While social media sites like Facebook and Twitter have broadened our definition of the word “friend,” some users take it too far. That would be the case for Florida Circuit Judge Linda Schoonover, who decided to use a divorcing couple to build her friend base on Facebook, but ended up crossing the line when her request was ignored by the soon-to-be divorcee.
Sandra Chace of Winter Spring, Florida was in the middle of her divorce proceedings when Schoonover sent her a Facebook friend request. Chace didn’t reject it — as you can imagine during that time she was a little busy — but igorned it. That apparently didn’t sit well with the judge. Schoonover made the "friend" request after hearing evidence in the woman's divorce case but before making a final ruling, according to court paperwork. And by the time the ruling was read, according to Chace’s lawyer, the divorcing party was ordered to pay “an excessive amount of alimony and lawyer fees — initially $4,000 a month.”
After that, Chace asked the judge to recuse herself from the case, which Schoonover refused, and then filed a formal complaint with the Fifth District Court of Appeal, charging that she was the victim of retaliation. In a surprising twist, the court agreed with her.
Not so much that the alimony was excessive, but that Schoonover should have recused herself from the case.
It's not clear what being a "friend" means on Facebook, appeals court Judge Jay Cohen wrote in his Jan. 24 opinion. Sometimes people ask near strangers to be their Facebook friends, he noted. But Schoonover was wrong to stay on the case, he wrote, because judges are barred from communicating with one party in a pending case and not all others.
"The trial judge's effort to initiate ex parte communications with a litigant is prohibited by the Code of Judicial Conduct," he wrote.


What to work on: Write out the entries below once more, exactly, with the pictures left out.

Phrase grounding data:
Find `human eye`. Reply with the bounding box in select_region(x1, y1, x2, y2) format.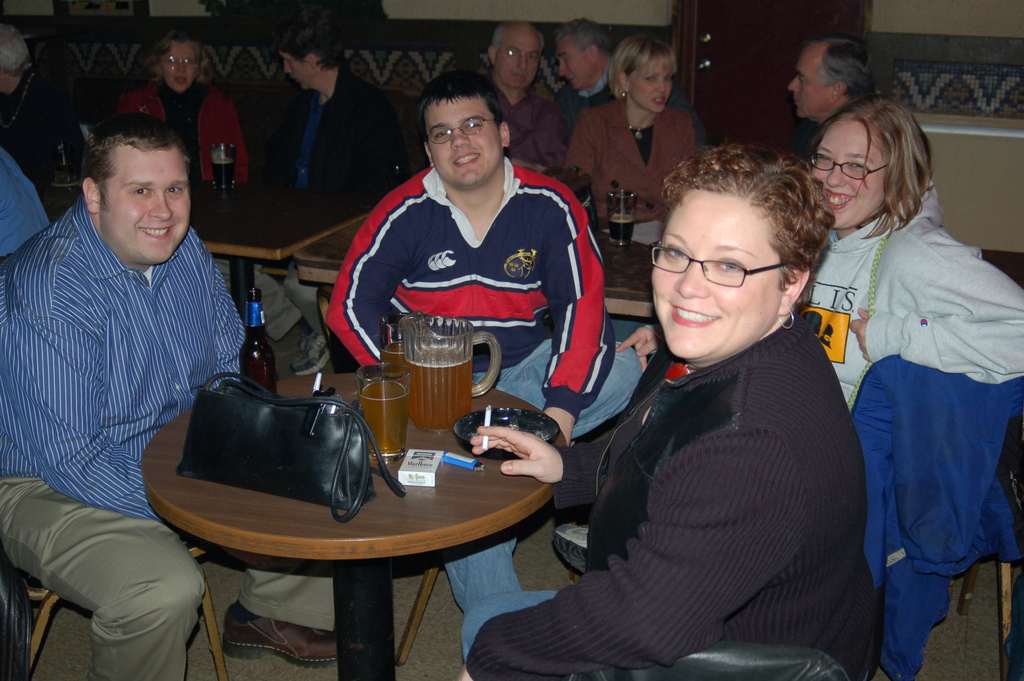
select_region(168, 59, 176, 64).
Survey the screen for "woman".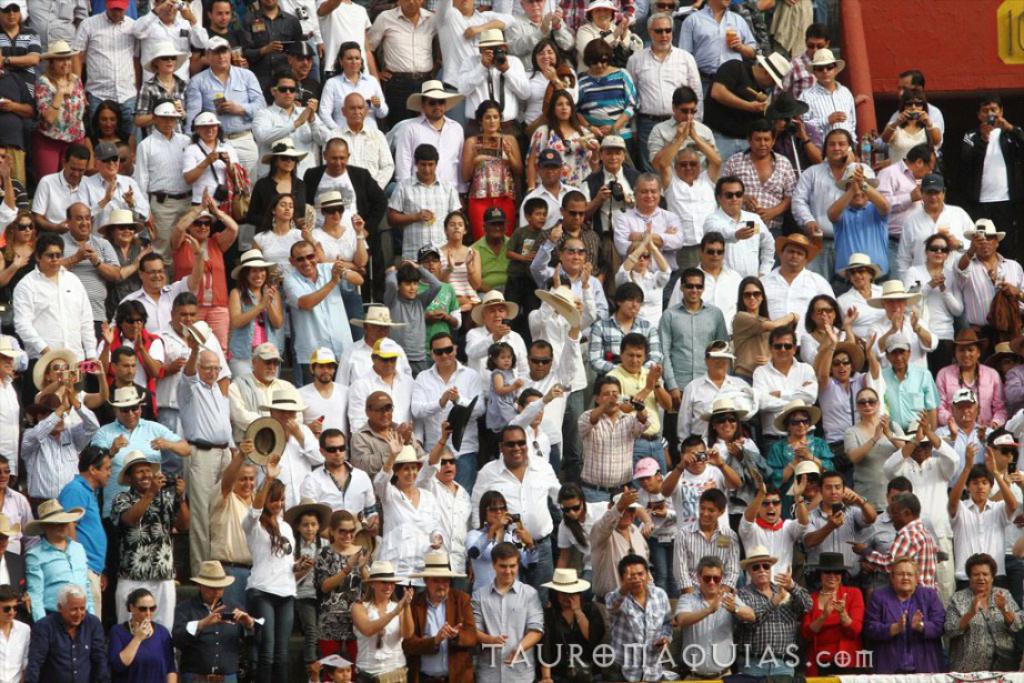
Survey found: [180, 106, 239, 209].
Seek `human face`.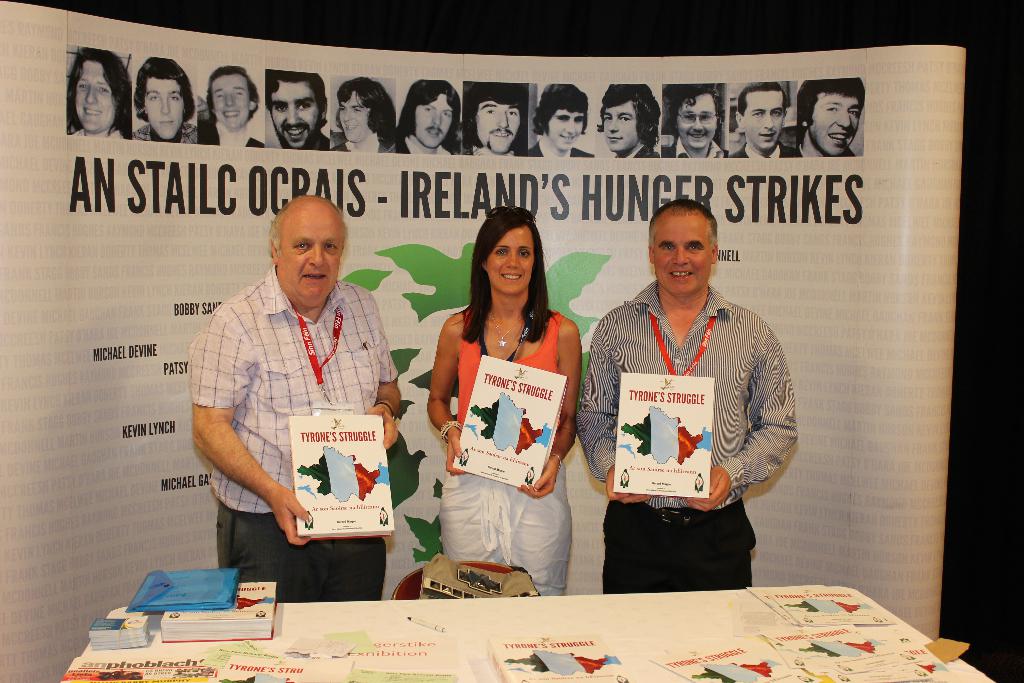
bbox=[278, 208, 344, 304].
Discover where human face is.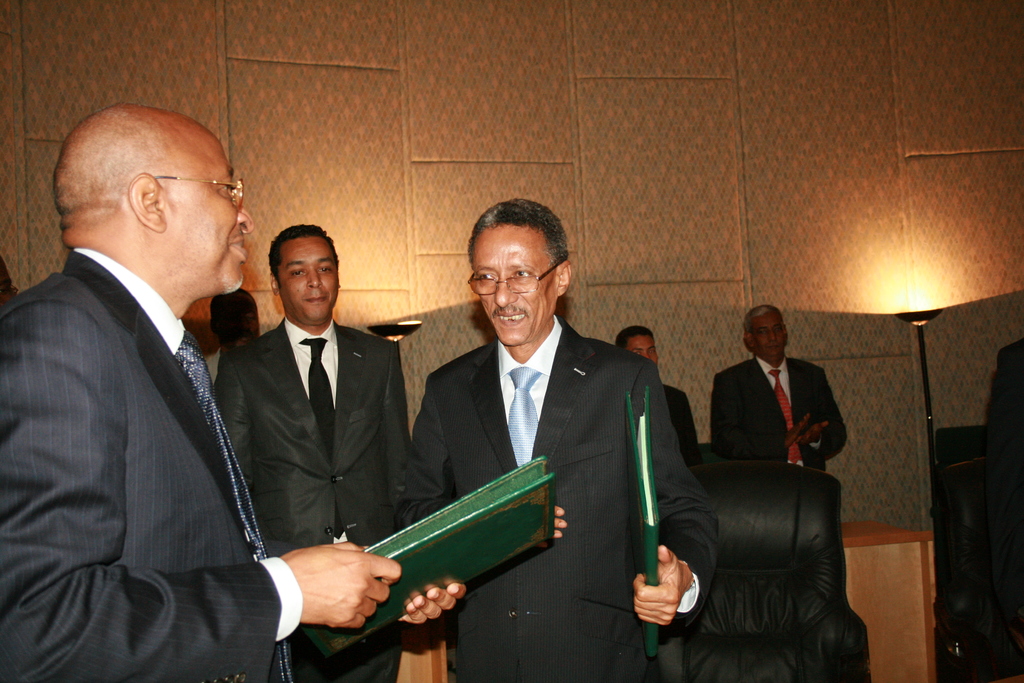
Discovered at Rect(749, 312, 788, 362).
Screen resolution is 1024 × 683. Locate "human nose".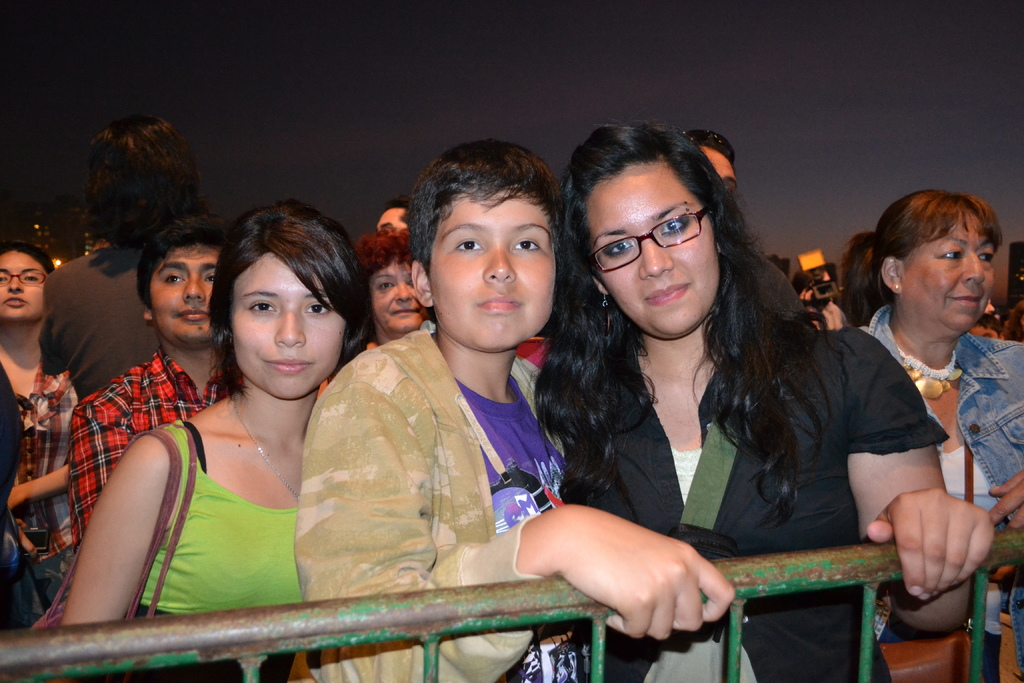
(479, 243, 514, 281).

Answer for the task:
Find `human eye`. Reply with the bounding box in select_region(x1, y1, x2, y2) format.
select_region(168, 59, 176, 64).
Survey the screen for "woman".
Survey found: [180, 106, 239, 209].
Seek `human face`.
bbox=[278, 208, 344, 304].
Discover where human face is.
Discovered at Rect(749, 312, 788, 362).
Screen resolution is 1024 × 683. Locate "human nose".
(479, 243, 514, 281).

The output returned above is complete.